Mass had just been said. Olmedo had trained some of the more tractable youths to assist him in the service, which they did the more willingly, from perceiving that it gave them a personal importance to be considered of the household of Lono. The solemn chant of the priest in a strange and sonorous tongue, the regular responses of the Spaniards, and their thorough devotion, the simple exhortations to a good life, which all present could comprehend, followed by the earnest eloquence of Olmedo, as he sought to expound in the Hawaiian tongue the mysteries of a faith which it had no terms correctly to render, all made an impressive scene. Their hearts were touched even when their minds were not enlightened.
It was the decline of day. The sun was pouring a flood of soft light over the sea, which sparkled as with the radiance of an opal. Kiana, Olmedo, and Beatriz, came out of the chapel, and reclined upon a pile of mats which their attendants had spread for them on a green knoll just beyond the reach of the waves. The trade wind fanned them with its cool breath, and sang an evening hymn amid the waving palms, high above their heads. A group of fishermen were hauling their nets, heavy with the meshed fishes, to the music of a wild chant. Numbers of both sexes were sporting in the surf. The line of breakers commenced far seaward, in long, lofty, curling swells, that came in regular succession thundering onward to the shore, which trembled under the mighty reverberation. It was not a sound of anger, nor of merriment, but the pealing forth of Nature’s mightiest organ, in deep-toned notes of praise. There was much in the commingled glories of sound and color, the beauty of the shore, and the expanse of the ocean, to suggest an Infinite Author to the most thoughtless mind.
Human life and happiness mingle largely with the scene. The bathers shout and gambol in the water as if in their native element. The maidens and boys,—with their parents, who in the frolic become children also,—dive under the huge combers as one after another they break and foam on their way to the shore. Heads with flowing tresses and laughing eyes are continually shooting up through the yeast of waters with merry cries, then ducking again to escape the quick coming wave. Rising beyond it, each plunge carries them further seaward, till with their surf-boards they reach the line of deep water. Then poising their boards on the very crests of the heaviest rollers, they throw themselves flat upon them, and skilfully keeping their position just on its edge before it topples and breaks, they are borne with the speed of race horses towards the shore. Now is their highest glee. In revelry they scream and toss their dark arms, which strikingly contrast with the silvery gleaming wave, urging their ocean steeds to still more headlong haste. They near the rocks. Another instant, and of their gaysome forms nothing will remain but mangled flesh and broken bones. But no: the wave passes from under them, and dashes its salt spray upon the land barrier, and far away among the green bushes; the surf board is cast with violence upon the shore, but the active swimmers avoid the shock, by sliding at the latest moment from their boards and diving seaward, again emerge, challenging each other once more to mount Neptune’s car.
A more quiet scene is at the left. Here flows a gentle stream, overhung with deep foliage. On its banks, to the beating of drums and the quick chants of the musicians, young children are dancing. They wear wreaths of white or scarlet flowers, intermingled with deep green leaves, on their heads; and on their bosoms are necklaces of bright shells or finely braided hair, and feather mantles about their waists. They are yet too young to feel other instincts than the gladsome and chaste impulses which are shown in light and graceful motions. Even the groups of adults seated on the grass, watching with interest their sports, reflect their innocent gayety, and become for the moment young and innocent themselves.
In the stream itself, mothers are teaching their infants to swim. Their love for the water is apparent in every struggle. They take to it like ducklings, and almost as soon as they can walk they can be trusted alone in that element. Now they turn their smiling faces towards their parents, and kick and cry for one more plash and still another; the delighted mother encouraging its attempts with soothing voice and tender care.
Such was the spectacle on which Kiana and his friends were gazing, after leaving the chapel and seating themselves by the sea-shore.
That day Olmedo had in his discourse dwelt more earnestly than usual upon the doctrines of his creed, with the hope finally to induce Kiana to cast aside his mythology and accept the Roman Catholic Trinity. Here, indeed, was the stumbling-block. How could Olmedo hope to make an idea, which was in a great degree contradictory and incomprehensible even to many of the cultivated and theological minds of Europe, intelligible to the simple reason of the Polynesian, when by the former it was at least only received as a great mystery!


> _ACTIVITY_
In the copy you make, keep each entry exactly as it is and leave out all images.

> _EXERCISE MATERIALS_
##############################
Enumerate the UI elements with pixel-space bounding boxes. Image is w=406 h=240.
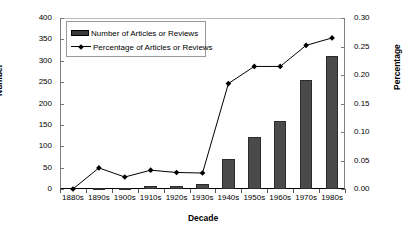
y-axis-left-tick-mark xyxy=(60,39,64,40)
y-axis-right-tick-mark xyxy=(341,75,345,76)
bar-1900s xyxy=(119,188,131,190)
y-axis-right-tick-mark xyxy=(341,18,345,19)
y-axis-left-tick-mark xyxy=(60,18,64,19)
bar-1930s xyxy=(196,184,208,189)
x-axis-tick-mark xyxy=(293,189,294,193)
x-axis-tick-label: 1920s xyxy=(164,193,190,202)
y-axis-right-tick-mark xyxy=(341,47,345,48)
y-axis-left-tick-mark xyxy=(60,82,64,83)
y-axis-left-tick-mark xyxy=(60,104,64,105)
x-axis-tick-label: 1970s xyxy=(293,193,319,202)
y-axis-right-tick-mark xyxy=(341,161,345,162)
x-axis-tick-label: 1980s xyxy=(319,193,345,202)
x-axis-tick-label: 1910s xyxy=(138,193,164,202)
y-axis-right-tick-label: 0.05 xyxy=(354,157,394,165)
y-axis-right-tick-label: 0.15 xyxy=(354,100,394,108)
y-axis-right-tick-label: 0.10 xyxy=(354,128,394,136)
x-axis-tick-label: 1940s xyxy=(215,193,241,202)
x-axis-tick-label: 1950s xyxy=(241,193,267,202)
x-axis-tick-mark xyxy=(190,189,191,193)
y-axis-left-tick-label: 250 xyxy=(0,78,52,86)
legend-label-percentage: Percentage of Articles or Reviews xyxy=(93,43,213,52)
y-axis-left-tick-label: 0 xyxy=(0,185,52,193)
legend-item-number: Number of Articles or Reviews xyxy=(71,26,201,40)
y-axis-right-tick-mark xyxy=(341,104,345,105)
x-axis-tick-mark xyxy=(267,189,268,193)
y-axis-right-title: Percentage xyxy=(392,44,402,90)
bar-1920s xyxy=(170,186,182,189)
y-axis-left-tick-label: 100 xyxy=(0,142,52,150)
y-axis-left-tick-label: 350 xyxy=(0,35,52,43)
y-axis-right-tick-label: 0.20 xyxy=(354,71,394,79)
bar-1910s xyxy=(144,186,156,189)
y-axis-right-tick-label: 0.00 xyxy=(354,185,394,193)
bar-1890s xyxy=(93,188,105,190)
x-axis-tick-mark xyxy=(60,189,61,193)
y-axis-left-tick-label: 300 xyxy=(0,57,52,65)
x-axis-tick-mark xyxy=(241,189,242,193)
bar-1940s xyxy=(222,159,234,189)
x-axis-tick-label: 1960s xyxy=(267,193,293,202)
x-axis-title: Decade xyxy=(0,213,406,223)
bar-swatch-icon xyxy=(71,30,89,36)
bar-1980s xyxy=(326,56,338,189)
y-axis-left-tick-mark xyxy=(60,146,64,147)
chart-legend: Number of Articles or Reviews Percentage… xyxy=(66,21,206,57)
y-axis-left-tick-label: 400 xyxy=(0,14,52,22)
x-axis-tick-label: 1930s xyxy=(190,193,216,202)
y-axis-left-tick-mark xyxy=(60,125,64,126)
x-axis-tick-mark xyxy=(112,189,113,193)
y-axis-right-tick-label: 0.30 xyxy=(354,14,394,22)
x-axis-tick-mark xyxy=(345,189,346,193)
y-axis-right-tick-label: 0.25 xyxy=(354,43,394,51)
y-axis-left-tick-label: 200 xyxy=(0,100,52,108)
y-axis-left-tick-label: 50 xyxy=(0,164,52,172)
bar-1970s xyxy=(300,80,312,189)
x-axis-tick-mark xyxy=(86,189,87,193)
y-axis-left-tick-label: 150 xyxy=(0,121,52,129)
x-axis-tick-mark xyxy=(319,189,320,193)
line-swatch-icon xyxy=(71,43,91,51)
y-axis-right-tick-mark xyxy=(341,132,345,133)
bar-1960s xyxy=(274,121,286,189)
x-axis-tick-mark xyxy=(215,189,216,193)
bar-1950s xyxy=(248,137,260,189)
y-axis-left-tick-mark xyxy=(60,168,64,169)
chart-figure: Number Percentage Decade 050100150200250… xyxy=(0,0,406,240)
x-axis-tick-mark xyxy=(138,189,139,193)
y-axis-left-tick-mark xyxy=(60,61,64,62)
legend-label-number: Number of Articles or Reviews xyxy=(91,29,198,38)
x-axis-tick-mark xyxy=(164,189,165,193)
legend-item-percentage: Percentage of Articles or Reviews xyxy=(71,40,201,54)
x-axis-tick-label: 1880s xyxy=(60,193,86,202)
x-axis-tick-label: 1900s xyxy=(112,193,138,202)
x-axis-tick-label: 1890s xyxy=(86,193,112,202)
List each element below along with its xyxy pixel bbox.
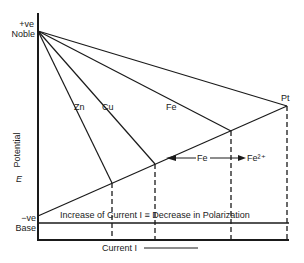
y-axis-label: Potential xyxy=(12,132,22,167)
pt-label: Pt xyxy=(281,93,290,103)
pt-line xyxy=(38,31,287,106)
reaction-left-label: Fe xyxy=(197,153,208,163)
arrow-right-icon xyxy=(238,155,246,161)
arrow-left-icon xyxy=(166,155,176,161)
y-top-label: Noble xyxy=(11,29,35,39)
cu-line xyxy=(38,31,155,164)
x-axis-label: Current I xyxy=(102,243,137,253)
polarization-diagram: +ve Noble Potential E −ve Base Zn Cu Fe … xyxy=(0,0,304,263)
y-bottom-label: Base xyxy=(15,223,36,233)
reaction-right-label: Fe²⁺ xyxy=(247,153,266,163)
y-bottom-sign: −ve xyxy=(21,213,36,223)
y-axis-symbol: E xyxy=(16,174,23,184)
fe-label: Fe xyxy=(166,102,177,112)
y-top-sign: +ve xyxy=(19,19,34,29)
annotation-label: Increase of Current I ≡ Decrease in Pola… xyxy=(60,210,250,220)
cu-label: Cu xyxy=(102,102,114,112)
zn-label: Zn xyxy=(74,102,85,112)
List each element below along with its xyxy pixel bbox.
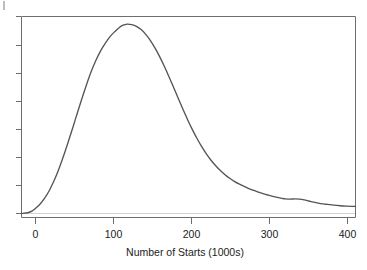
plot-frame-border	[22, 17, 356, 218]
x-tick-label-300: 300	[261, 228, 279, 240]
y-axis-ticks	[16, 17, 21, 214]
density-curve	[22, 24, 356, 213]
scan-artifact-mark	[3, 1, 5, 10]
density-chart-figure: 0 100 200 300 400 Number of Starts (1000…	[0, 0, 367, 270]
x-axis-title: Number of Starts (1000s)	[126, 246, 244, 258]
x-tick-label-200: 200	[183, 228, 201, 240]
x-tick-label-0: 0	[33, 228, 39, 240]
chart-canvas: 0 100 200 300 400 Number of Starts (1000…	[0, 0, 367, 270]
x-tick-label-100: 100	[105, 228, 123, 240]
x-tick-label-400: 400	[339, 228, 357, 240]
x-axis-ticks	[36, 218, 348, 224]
##############################
> _TASK OUTPUT_
Enumerate the UI elements with pixel-space bounding boxes. Image is w=406 h=240.
y-axis-left-tick-mark xyxy=(60,39,64,40)
y-axis-right-tick-mark xyxy=(341,75,345,76)
bar-1900s xyxy=(119,188,131,190)
y-axis-right-tick-mark xyxy=(341,18,345,19)
y-axis-left-tick-mark xyxy=(60,18,64,19)
bar-1930s xyxy=(196,184,208,189)
x-axis-tick-mark xyxy=(293,189,294,193)
x-axis-tick-label: 1920s xyxy=(164,193,190,202)
y-axis-right-tick-mark xyxy=(341,47,345,48)
y-axis-left-tick-mark xyxy=(60,82,64,83)
y-axis-left-tick-mark xyxy=(60,104,64,105)
x-axis-tick-label: 1970s xyxy=(293,193,319,202)
y-axis-right-tick-mark xyxy=(341,161,345,162)
x-axis-tick-label: 1980s xyxy=(319,193,345,202)
x-axis-tick-label: 1910s xyxy=(138,193,164,202)
y-axis-right-tick-label: 0.05 xyxy=(354,157,394,165)
y-axis-right-tick-label: 0.15 xyxy=(354,100,394,108)
y-axis-right-tick-label: 0.10 xyxy=(354,128,394,136)
x-axis-tick-label: 1940s xyxy=(215,193,241,202)
x-axis-tick-label: 1950s xyxy=(241,193,267,202)
x-axis-tick-mark xyxy=(190,189,191,193)
y-axis-left-tick-label: 250 xyxy=(0,78,52,86)
legend-label-percentage: Percentage of Articles or Reviews xyxy=(93,43,213,52)
y-axis-left-tick-label: 0 xyxy=(0,185,52,193)
legend-item-number: Number of Articles or Reviews xyxy=(71,26,201,40)
y-axis-right-tick-mark xyxy=(341,104,345,105)
x-axis-tick-mark xyxy=(267,189,268,193)
y-axis-right-title: Percentage xyxy=(392,44,402,90)
bar-1920s xyxy=(170,186,182,189)
y-axis-left-tick-label: 100 xyxy=(0,142,52,150)
y-axis-left-tick-label: 350 xyxy=(0,35,52,43)
y-axis-right-tick-label: 0.20 xyxy=(354,71,394,79)
bar-1910s xyxy=(144,186,156,189)
y-axis-right-tick-label: 0.00 xyxy=(354,185,394,193)
bar-1890s xyxy=(93,188,105,190)
x-axis-tick-mark xyxy=(60,189,61,193)
y-axis-left-tick-label: 300 xyxy=(0,57,52,65)
x-axis-tick-mark xyxy=(241,189,242,193)
bar-1940s xyxy=(222,159,234,189)
x-axis-tick-label: 1960s xyxy=(267,193,293,202)
x-axis-title: Decade xyxy=(0,213,406,223)
bar-swatch-icon xyxy=(71,30,89,36)
bar-1980s xyxy=(326,56,338,189)
y-axis-left-tick-mark xyxy=(60,146,64,147)
chart-legend: Number of Articles or Reviews Percentage… xyxy=(66,21,206,57)
y-axis-left-tick-label: 400 xyxy=(0,14,52,22)
x-axis-tick-label: 1930s xyxy=(190,193,216,202)
y-axis-left-tick-mark xyxy=(60,125,64,126)
x-axis-tick-mark xyxy=(112,189,113,193)
y-axis-right-tick-label: 0.30 xyxy=(354,14,394,22)
x-axis-tick-mark xyxy=(345,189,346,193)
y-axis-right-tick-label: 0.25 xyxy=(354,43,394,51)
y-axis-left-tick-label: 200 xyxy=(0,100,52,108)
y-axis-left-tick-label: 50 xyxy=(0,164,52,172)
bar-1970s xyxy=(300,80,312,189)
x-axis-tick-mark xyxy=(86,189,87,193)
y-axis-left-tick-label: 150 xyxy=(0,121,52,129)
x-axis-tick-mark xyxy=(319,189,320,193)
line-swatch-icon xyxy=(71,43,91,51)
y-axis-right-tick-mark xyxy=(341,132,345,133)
bar-1960s xyxy=(274,121,286,189)
x-axis-tick-mark xyxy=(215,189,216,193)
bar-1950s xyxy=(248,137,260,189)
y-axis-left-tick-mark xyxy=(60,168,64,169)
chart-figure: Number Percentage Decade 050100150200250… xyxy=(0,0,406,240)
x-axis-tick-mark xyxy=(138,189,139,193)
y-axis-left-tick-mark xyxy=(60,61,64,62)
legend-label-number: Number of Articles or Reviews xyxy=(91,29,198,38)
x-axis-tick-mark xyxy=(164,189,165,193)
legend-item-percentage: Percentage of Articles or Reviews xyxy=(71,40,201,54)
x-axis-tick-label: 1880s xyxy=(60,193,86,202)
x-axis-tick-label: 1900s xyxy=(112,193,138,202)
x-axis-tick-label: 1890s xyxy=(86,193,112,202)
List each element below along with its xyxy pixel bbox.
y-axis-label: Potential xyxy=(12,132,22,167)
pt-label: Pt xyxy=(281,93,290,103)
pt-line xyxy=(38,31,287,106)
reaction-left-label: Fe xyxy=(197,153,208,163)
arrow-right-icon xyxy=(238,155,246,161)
arrow-left-icon xyxy=(166,155,176,161)
y-top-label: Noble xyxy=(11,29,35,39)
cu-line xyxy=(38,31,155,164)
x-axis-label: Current I xyxy=(102,243,137,253)
polarization-diagram: +ve Noble Potential E −ve Base Zn Cu Fe … xyxy=(0,0,304,263)
y-bottom-label: Base xyxy=(15,223,36,233)
reaction-right-label: Fe²⁺ xyxy=(247,153,266,163)
y-bottom-sign: −ve xyxy=(21,213,36,223)
y-axis-symbol: E xyxy=(16,174,23,184)
fe-label: Fe xyxy=(166,102,177,112)
y-top-sign: +ve xyxy=(19,19,34,29)
annotation-label: Increase of Current I ≡ Decrease in Pola… xyxy=(60,210,250,220)
cu-label: Cu xyxy=(102,102,114,112)
zn-label: Zn xyxy=(74,102,85,112)
List each element below along with its xyxy pixel bbox.
plot-frame-border	[22, 17, 356, 218]
x-tick-label-300: 300	[261, 228, 279, 240]
y-axis-ticks	[16, 17, 21, 214]
density-curve	[22, 24, 356, 213]
scan-artifact-mark	[3, 1, 5, 10]
density-chart-figure: 0 100 200 300 400 Number of Starts (1000…	[0, 0, 367, 270]
x-axis-title: Number of Starts (1000s)	[126, 246, 244, 258]
x-tick-label-200: 200	[183, 228, 201, 240]
x-tick-label-0: 0	[33, 228, 39, 240]
chart-canvas: 0 100 200 300 400 Number of Starts (1000…	[0, 0, 367, 270]
x-tick-label-100: 100	[105, 228, 123, 240]
x-tick-label-400: 400	[339, 228, 357, 240]
x-axis-ticks	[36, 218, 348, 224]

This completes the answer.